I decided to embrace the joke. If everyone insisted I was training for the Tour, I figured I needed the proper wardrobe. So I wandered into a bicycle shop in La Rochelle, determined to buy the iconic Maillot Jaune—the Yellow Jersey.
That’s when I learned a lesson in French cycling culture. The shop owner looked at me with the expression usually reserved for someone asking whether they could buy an Olympic gold medal.
Non.
The Yellow Jersey wasn’t a souvenir. You earned it.
The Maillot Jaune has symbolized the leader of the Tour de France since 1919, when race organizers chose yellow because it matched the color of the newspaper, L’Auto, that created and sponsored the race. More than a century later, it’s still the most recognizable jersey in cycling—and in France, it carries a certain reverence.
No amount of francs would allow me to buy one. Properly humbled, I bought a simple red-and-white jersey instead. No sponsors. No logos. No borrowed glory.
Probably for the best.
When it came time to leave France, Uncle Jean Paul handed me something far more meaningful than anything I could have bought.
A simple plastic Contrex water bottle.
It had been tossed by a Tour de France rider as the peloton thundered through the region, scooped up by my uncle, and saved. To anyone else, it was an old water bottle. To me, it was a tiny piece of cycling history.
Holding that bottle made me feel, in the smallest way, connected to a race that has captivated fans since 1903, one that crosses impossible mountain passes and creates legends whose names are woven into the sport.
These days, the sting of losing my Mercier has finally faded.
The Motobécane belongs to memory, but my Raleigh Competition still hangs in my garage, exactly where it’s been since about 1998.
Every time I see it hanging in the rafters, I tell myself, “Maybe–this is the year.” Then I glance at those old racing gears and remember they were designed by people who apparently believed hills were character-building exercises. My carbon-fiber Trek, with its modern gearing, is considerably more forgiving—and so, frankly, are my knees.

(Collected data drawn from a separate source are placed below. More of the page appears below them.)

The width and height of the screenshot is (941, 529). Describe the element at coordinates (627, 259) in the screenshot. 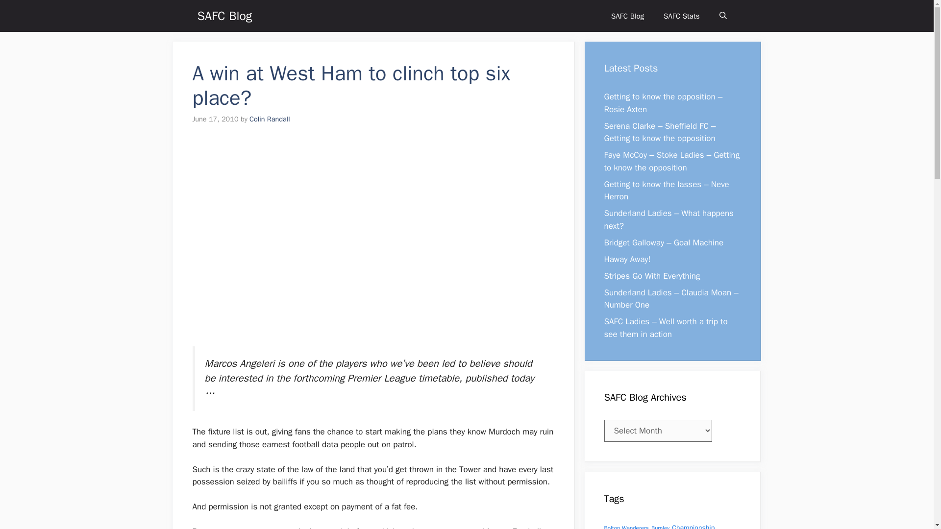

I see `Haway Away!` at that location.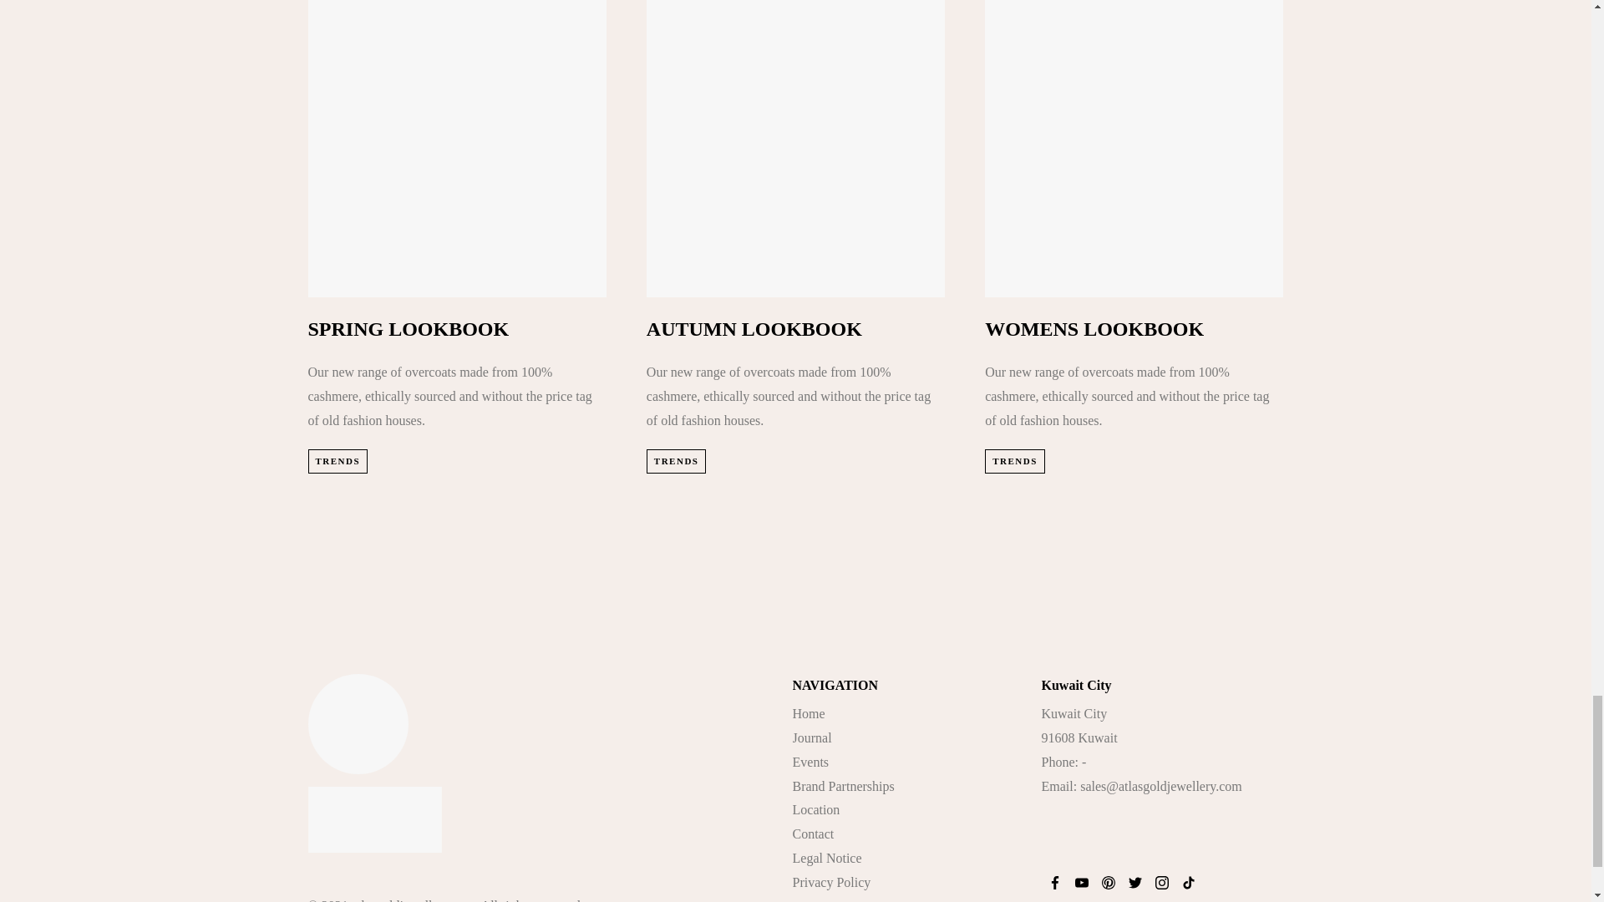 The width and height of the screenshot is (1604, 902). I want to click on Journal, so click(811, 738).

But hanging there with the Raleigh is that old Contrex water bottle.
It’s still one of my most treasured possessions, not because it’s valuable, but because every time I see it, I’m reminded of sunrise rides through endless sunflower fields, the unmistakable feel of French steel beneath me, family laughter around a crowded lunch table, and one unforgettable summer spent chasing the Tour—even if the Tour never knew I was chasing it.